Donor cost must be visible.

Recipient severity

High MELD, infection, bleeding, kidney failure, ICU admission, or liver cancer complexity can increase cost.

Severity changes estimate accuracy.

City tier

Delhi NCR, Chennai, Mumbai, Hyderabad, Bangalore, and Gurgaon have deep liver transplant ecosystems; Ahmedabad, Pune, Coimbatore, Indore, and Vizag may suit selected pathways when authorized and experienced.

Choose by team depth.

Medicines and follow-up

Immunosuppression, antivirals, infection prophylaxis, lab tests, imaging, and local hepatology follow-up continue after discharge.

Budget long-term.

Hospital selection

How to compare hospitals

Liver transplant volume

Choose authorized centers with hepatology, transplant surgery, liver anesthesia, ICU, blood bank, dialysis, infection care, and interventional radiology.

Backup systems matter.

Living donor safety record

Ask about donor evaluation independence, CT volumetry, donor remnant-volume thresholds, and donor complication management.

Donor welfare comes first.

Cancer and vascular expertise

HCC, portal vein thrombosis, previous surgery, or complex anatomy needs a center with advanced surgical judgement.

Complex cases favor metros.

Post-transplant monitoring

Frequent labs, drug levels, biopsy access, endoscopy, radiology, and remote follow-up should be available.

Monitoring protects outcomes.

Doctor selection

How to compare doctors

Transplant hepatologist

Ask about MELD, transplant timing, infection control, cancer criteria, nutrition, and long-term medicine plan.

Liver transplant surgeon

Ask about living donor experience, graft size, anatomy issues, bile duct plan, vascular risks, and ICU expectations.

Donor surgeon and counsellor

The donor team should explain donor-specific risks, recovery timeline, consent, and long-term follow-up.

Donor care must be separate.

Clear home handover

The team should provide medicine list, lab schedule, warning signs, and local doctor instructions before return travel.

Follow-up is lifelong.

Questions

Common questions

How long does liver transplant surgery take?

Recipient surgery can take many hours, often up to 12 hours or longer in complex cases.

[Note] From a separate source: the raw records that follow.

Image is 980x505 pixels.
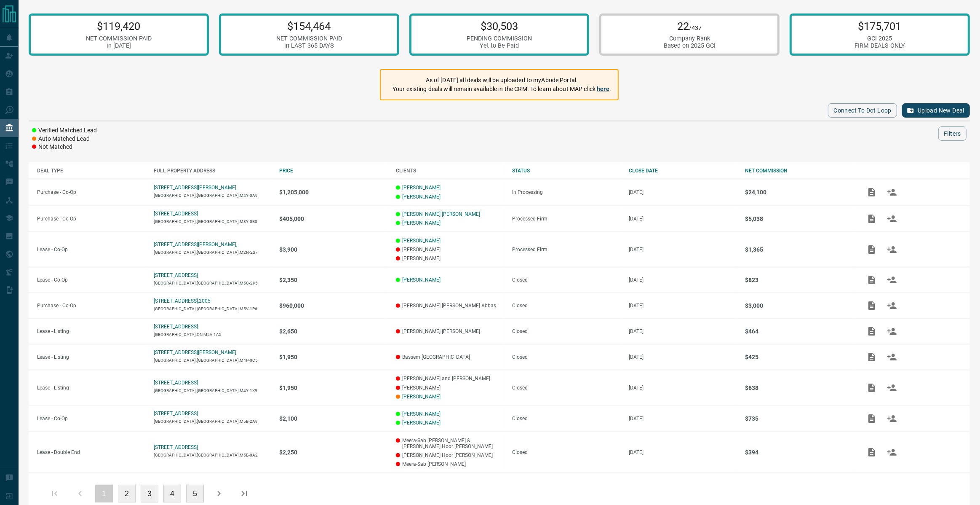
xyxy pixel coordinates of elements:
[279,449,388,456] p: $2,250
[689,24,702,32] span: /437
[862,415,882,421] span: Add / View Documents
[862,302,882,308] span: Add / View Documents
[402,211,480,217] a: [PERSON_NAME] [PERSON_NAME]
[862,449,882,455] span: Add / View Documents
[392,76,611,85] p: As of [DATE] all deals will be uploaded to myAbode Portal.
[629,354,737,360] p: [DATE]
[746,302,854,309] p: $3,000
[862,328,882,334] span: Add / View Documents
[396,247,504,252] p: [PERSON_NAME]
[37,329,145,334] p: Lease - Listing
[37,216,145,222] p: Purchase - Co-Op
[276,42,342,49] div: in LAST 365 DAYS
[862,385,882,390] span: Add / View Documents
[629,450,737,455] p: [DATE]
[746,328,854,335] p: $464
[154,168,272,174] div: FULL PROPERTY ADDRESS
[118,485,136,502] button: 2
[37,416,145,421] p: Lease - Co-Op
[37,277,145,283] p: Lease - Co-Op
[467,35,532,42] div: PENDING COMMISSION
[882,354,902,360] span: Match Clients
[154,350,236,356] a: [STREET_ADDRESS][PERSON_NAME]
[882,385,902,390] span: Match Clients
[938,126,966,141] button: Filters
[154,185,236,191] a: [STREET_ADDRESS][PERSON_NAME]
[279,168,388,174] div: PRICE
[276,35,342,42] div: NET COMMISSION PAID
[154,410,198,416] a: [STREET_ADDRESS]
[513,247,621,252] div: Processed Firm
[882,302,902,308] span: Match Clients
[402,420,440,426] a: [PERSON_NAME]
[186,485,204,502] button: 5
[279,189,388,195] p: $1,205,000
[746,216,854,222] p: $5,038
[629,277,737,283] p: [DATE]
[882,246,902,252] span: Match Clients
[37,385,145,391] p: Lease - Listing
[37,247,145,252] p: Lease - Co-Op
[862,354,882,360] span: Add / View Documents
[402,194,440,200] a: [PERSON_NAME]
[513,216,621,222] div: Processed Firm
[882,216,902,221] span: Match Clients
[154,241,237,247] p: [STREET_ADDRESS][PERSON_NAME],
[279,328,388,335] p: $2,650
[513,450,621,455] div: Closed
[746,189,854,195] p: $24,100
[154,380,198,385] p: [STREET_ADDRESS]
[513,189,621,195] div: In Processing
[154,358,272,362] p: [GEOGRAPHIC_DATA],[GEOGRAPHIC_DATA],M4P-0C5
[882,449,902,455] span: Match Clients
[746,415,854,422] p: $735
[279,415,388,422] p: $2,100
[32,143,97,151] li: Not Matched
[37,303,145,308] p: Purchase - Co-Op
[664,42,715,49] div: Based on 2025 GCI
[154,272,198,278] a: [STREET_ADDRESS]
[154,250,272,255] p: [GEOGRAPHIC_DATA],[GEOGRAPHIC_DATA],M2N-2S7
[396,385,504,391] p: [PERSON_NAME]
[862,189,882,195] span: Add / View Documents
[402,411,440,417] a: [PERSON_NAME]
[629,303,737,308] p: [DATE]
[513,329,621,334] div: Closed
[86,35,151,42] div: NET COMMISSION PAID
[862,216,882,221] span: Add / View Documents
[513,303,621,308] div: Closed
[882,189,902,195] span: Match Clients
[629,329,737,334] p: [DATE]
[513,168,621,174] div: STATUS
[37,354,145,360] p: Lease - Listing
[746,449,854,456] p: $394
[154,332,272,337] p: [GEOGRAPHIC_DATA],ON,M5V-1A5
[396,437,504,450] p: Meera-Sab [PERSON_NAME] & [PERSON_NAME] Hoor [PERSON_NAME]
[396,329,504,334] p: [PERSON_NAME] [PERSON_NAME]
[396,303,504,308] p: [PERSON_NAME] [PERSON_NAME] Abbas
[882,415,902,421] span: Match Clients
[629,189,737,195] p: [DATE]
[279,385,388,391] p: $1,950
[396,168,504,174] div: CLIENTS
[746,168,854,174] div: NET COMMISSION
[86,42,151,49] div: in [DATE]
[664,35,715,42] div: Company Rank
[396,376,504,381] p: [PERSON_NAME] and [PERSON_NAME]
[154,211,198,216] a: [STREET_ADDRESS]
[37,168,145,174] div: DEAL TYPE
[402,393,440,400] a: [PERSON_NAME]
[854,42,905,49] div: FIRM DEALS ONLY
[467,42,532,49] div: Yet to Be Paid
[154,324,198,330] a: [STREET_ADDRESS]
[828,103,897,118] button: Connect to Dot Loop
[402,220,440,226] a: [PERSON_NAME]
[154,453,272,457] p: [GEOGRAPHIC_DATA],[GEOGRAPHIC_DATA],M5E-0A2
[396,354,504,360] p: Bassem [GEOGRAPHIC_DATA]
[746,246,854,253] p: $1,365
[629,168,737,174] div: CLOSE DATE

Living donor surgery is also major surgery and happens in a coordinated pathway.

What is the cost of liver transplant in India?

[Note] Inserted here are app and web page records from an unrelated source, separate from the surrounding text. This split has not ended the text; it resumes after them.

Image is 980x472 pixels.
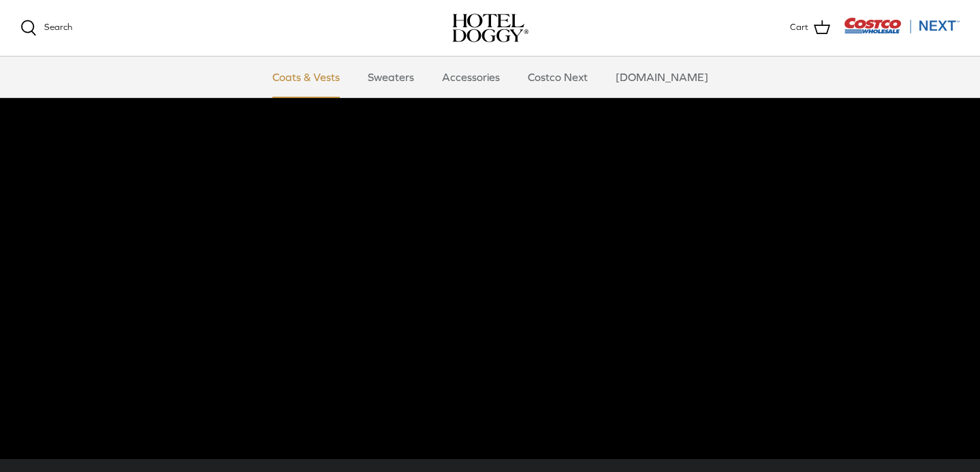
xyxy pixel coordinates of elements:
a: Visit Costco Next [844,26,960,37]
a: Accessories [430,56,512,98]
a: Sweaters [355,56,426,98]
a: [DOMAIN_NAME] [604,56,720,98]
a: hoteldoggy.com hoteldoggycom [452,14,529,42]
a: Cart [791,19,831,37]
img: hoteldoggycom [452,14,529,42]
span: Search [44,22,72,32]
span: Cart [791,21,808,35]
a: Coats & Vests [261,56,352,98]
a: Costco Next [516,56,600,98]
a: Search [21,20,72,37]
img: Costco Next [844,17,960,35]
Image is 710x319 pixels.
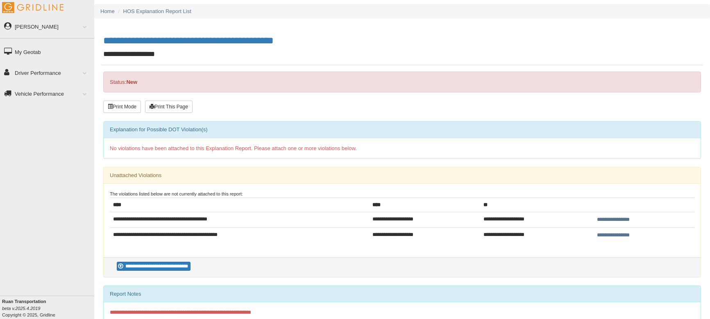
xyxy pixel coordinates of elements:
button: Print Mode [103,101,141,113]
div: Copyright © 2025, Gridline [2,299,94,319]
strong: New [126,79,137,85]
button: Print This Page [145,101,192,113]
div: Unattached Violations [104,168,700,184]
div: Report Notes [104,286,700,303]
div: Explanation for Possible DOT Violation(s) [104,122,700,138]
img: Gridline [2,2,63,13]
a: HOS Explanation Report List [123,8,191,14]
small: The violations listed below are not currently attached to this report: [110,192,243,197]
span: No violations have been attached to this Explanation Report. Please attach one or more violations... [110,145,357,152]
b: Ruan Transportation [2,299,46,304]
i: beta v.2025.4.2019 [2,306,40,311]
div: Status: [103,72,701,93]
a: Home [100,8,115,14]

A broad planning range is about $35,000-$65,000+, with recipient severity, donor surgery, ICU, infection, blood products, kidney support, city, and complications changing the total.

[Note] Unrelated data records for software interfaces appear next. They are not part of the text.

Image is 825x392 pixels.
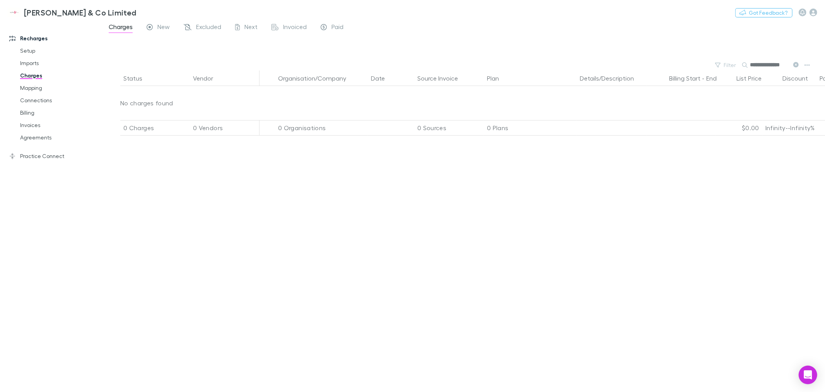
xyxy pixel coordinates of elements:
[190,120,260,135] div: 0 Vendors
[711,60,741,70] button: Filter
[332,23,344,33] span: Paid
[12,69,107,82] a: Charges
[763,120,809,135] div: Infinity--Infinity%
[245,23,258,33] span: Next
[2,32,107,44] a: Recharges
[196,23,221,33] span: Excluded
[2,150,107,162] a: Practice Connect
[799,365,817,384] div: Open Intercom Messenger
[120,120,190,135] div: 0 Charges
[414,120,484,135] div: 0 Sources
[102,86,186,120] p: No charges found
[24,8,137,17] h3: [PERSON_NAME] & Co Limited
[783,70,817,86] button: Discount
[12,82,107,94] a: Mapping
[123,70,152,86] button: Status
[278,70,356,86] button: Organisation/Company
[737,70,771,86] button: List Price
[484,120,577,135] div: 0 Plans
[275,120,368,135] div: 0 Organisations
[3,3,141,22] a: [PERSON_NAME] & Co Limited
[12,94,107,106] a: Connections
[12,44,107,57] a: Setup
[650,70,725,86] div: -
[283,23,307,33] span: Invoiced
[109,23,133,33] span: Charges
[487,70,508,86] button: Plan
[417,70,467,86] button: Source Invoice
[371,70,394,86] button: Date
[12,106,107,119] a: Billing
[12,119,107,131] a: Invoices
[706,70,717,86] button: End
[193,70,222,86] button: Vendor
[669,70,701,86] button: Billing Start
[12,131,107,144] a: Agreements
[580,70,643,86] button: Details/Description
[12,57,107,69] a: Imports
[716,120,763,135] div: $0.00
[735,8,793,17] button: Got Feedback?
[8,8,21,17] img: Epplett & Co Limited's Logo
[157,23,170,33] span: New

Can a family member donate part of the liver?

Possibly, if they are medically fit, compatible, have safe liver anatomy and volume, and pass independent legal and consent review.

How long should an international patient stay in India?

Many families should plan 8-12 weeks or more for evaluation, legal approval, transplant, early recovery, lab monitoring, and flight clearance.

Will the donor liver grow back?

The donor remnant liver and recipient graft can regenerate function and volume over time, but donor surgery still carries real risks and requires careful selection.

Can liver transplant be done for liver cancer?

Selected liver cancers may qualify when tumor number, size, spread status, AFP, and overall liver condition fit transplant criteria.

Can Tier 2 cities do liver transplant?

Only selected authorized and experienced centers should be considered. Complex liver transplant usually favors high-volume metro programs with full ICU and hepatology backup.

Can Virello help with donor documents?

Yes. Virello can help organize donor-recipient records, relationship documents, hospital workup, visa support, estimates, and follow-up planning.